LONDON — A lawyer for Julian Assange complained Tuesday that the WikiLeaks founder was handcuffed 11 times, stripped naked twice and had court papers taken away on the first day of a hearing on his extradition to the United States.

Attorney Edward Fitzgerald told a judge that the treatment of Assange at London’s Belmarsh Prison “could be a contempt of this court.” The extradition hearing opened on Monday at Woolwich Crown Court, which is located next to the prison.

District Judge Vanessa Baraitser, who is hearing the case, said she had no power to act unless Assange became unable to participate in the proceedings, which are expected to last several months.

“If it comes to that, please let me know,” the judge said.

Another lawyer for Assange, Gareth Peirce, told the judge on Tuesday that Assange was “struggling” and finding it hard to concentrate.

Assange, 48, is wanted in the U.S. on espionage charges over the leaking of classified government documents a decade ago.

U.S. prosecutors accuse Assange of conspiring with U.S. Army intelligence analyst Chelsea Manning to crack a password, hack into a Pentagon computer and release hundreds of thousands of secret diplomatic cables and military files on the wars in Iraq and Afghanistan.

They allege that WikiLeaks’ publication of the unedited documents put U.S. intelligence sources who were mentioned in them at risk of torture of death.

Assange says he was acting as a journalist entitled to First Amendment protection.

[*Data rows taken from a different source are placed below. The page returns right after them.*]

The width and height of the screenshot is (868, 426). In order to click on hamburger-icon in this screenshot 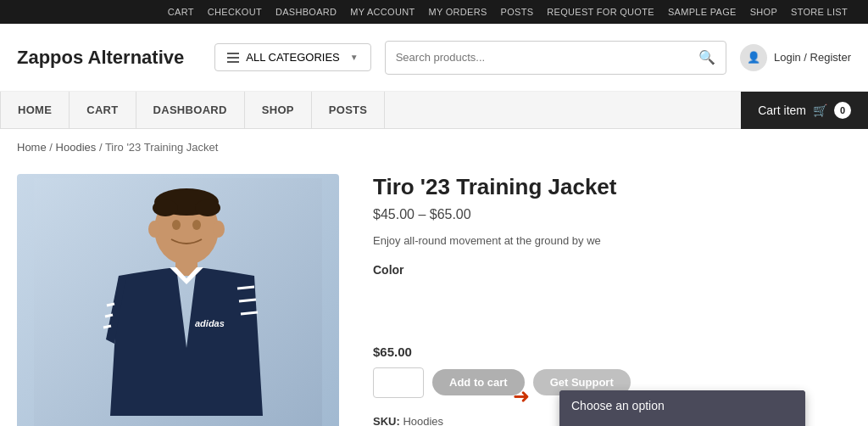, I will do `click(233, 58)`.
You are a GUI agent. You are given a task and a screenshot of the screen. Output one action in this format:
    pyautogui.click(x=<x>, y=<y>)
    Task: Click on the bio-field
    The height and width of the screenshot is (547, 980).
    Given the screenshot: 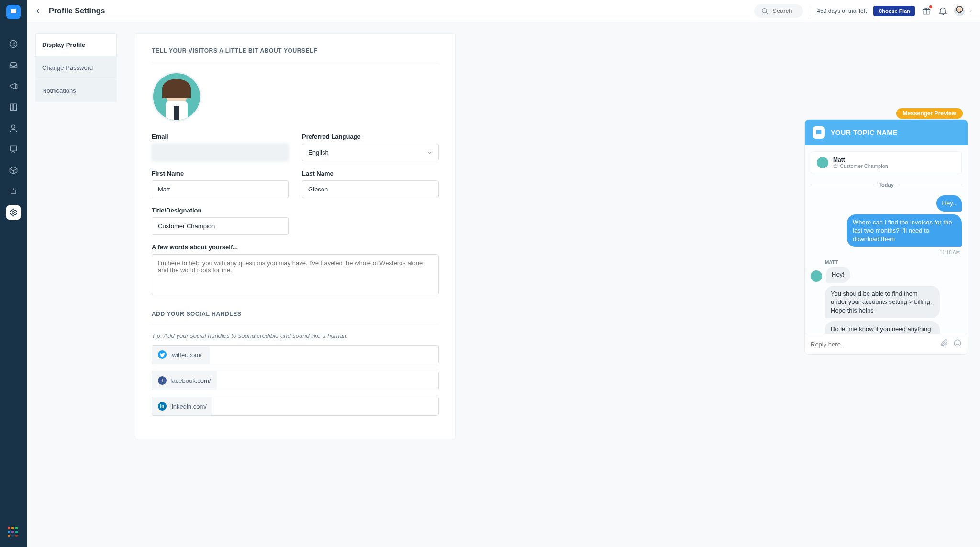 What is the action you would take?
    pyautogui.click(x=295, y=275)
    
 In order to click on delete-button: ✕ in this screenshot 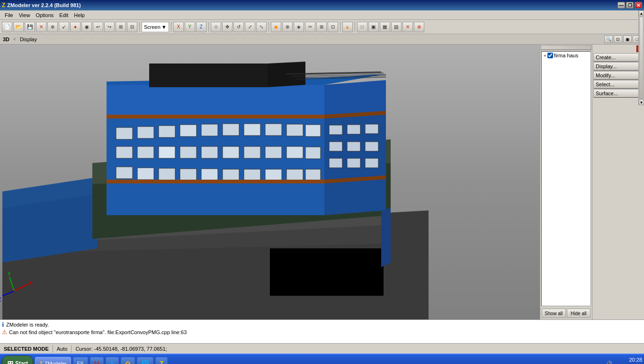, I will do `click(41, 27)`.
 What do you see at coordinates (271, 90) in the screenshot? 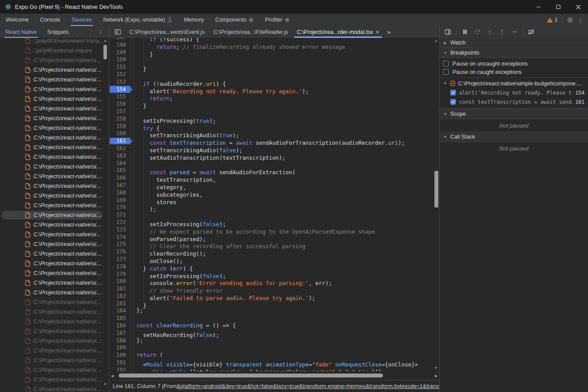
I see `code-line: 154alert('Recording not ready. Please tr…` at bounding box center [271, 90].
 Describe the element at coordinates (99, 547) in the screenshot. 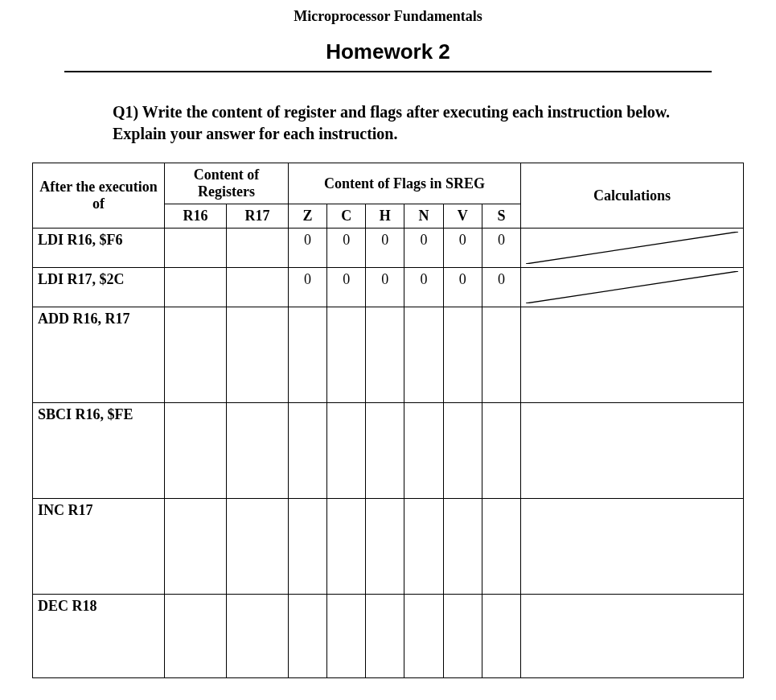

I see `cell-instruction: INC R17` at that location.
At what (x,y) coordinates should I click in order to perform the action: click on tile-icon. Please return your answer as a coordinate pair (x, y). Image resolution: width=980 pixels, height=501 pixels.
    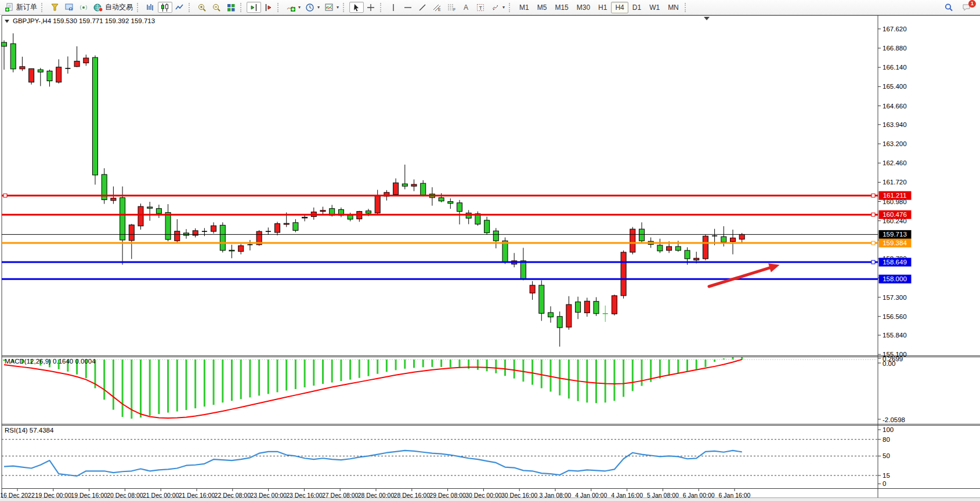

His lawyers argue that the U.S. charges — which carry a maximum sentence of 175 years in prison — are a politically motivated abuse of power.

Defense lawyers also deny that Assange put lives at risk. Attorney Mark Summers said that in 2010 WikiLeaks worked with international news organizations to publish the trove of files in edited form.

He said that the following year Assange phoned the White House to warn that a password published in a book about WikiLeaks by journalists from The Guardian newspaper — one of WikiLeaks’ then-media partners — could allow people to view the full unredacted cache of documents. Summers said Assange had warned that “unless we do something, then people’s lives are put at risk.”

WikiLeaks’ relationship with its media partners, which included The Guardian and The New York Times, soon soured, and in 2011 WikiLeaks began releasing large numbers of the uncensored documents.

The Guardian said it was “entirely wrong to say the Guardian’s 2011 WikiLeaks book led to the publication of unredacted U.S. government files.”

“The book contained a password which the authors had been told by Julian Assange was temporary and would expire and be deleted in a matter of hours,” the newspaper said in a statement. “The book also contained no details about the whereabouts of the files.”

Assange has been jailed in England since April 2019, when he was evicted from the Ecuadorian Embassy in London. He took refuge in the embassy seven years earlier to avoid being sent to Sweden over allegations of rape and sexual assault.

A British court handed him a 50-week sentence for jumping bail in 2012.

The extradition hearing is expected to continue for the rest of the week, then take a break before resuming in May.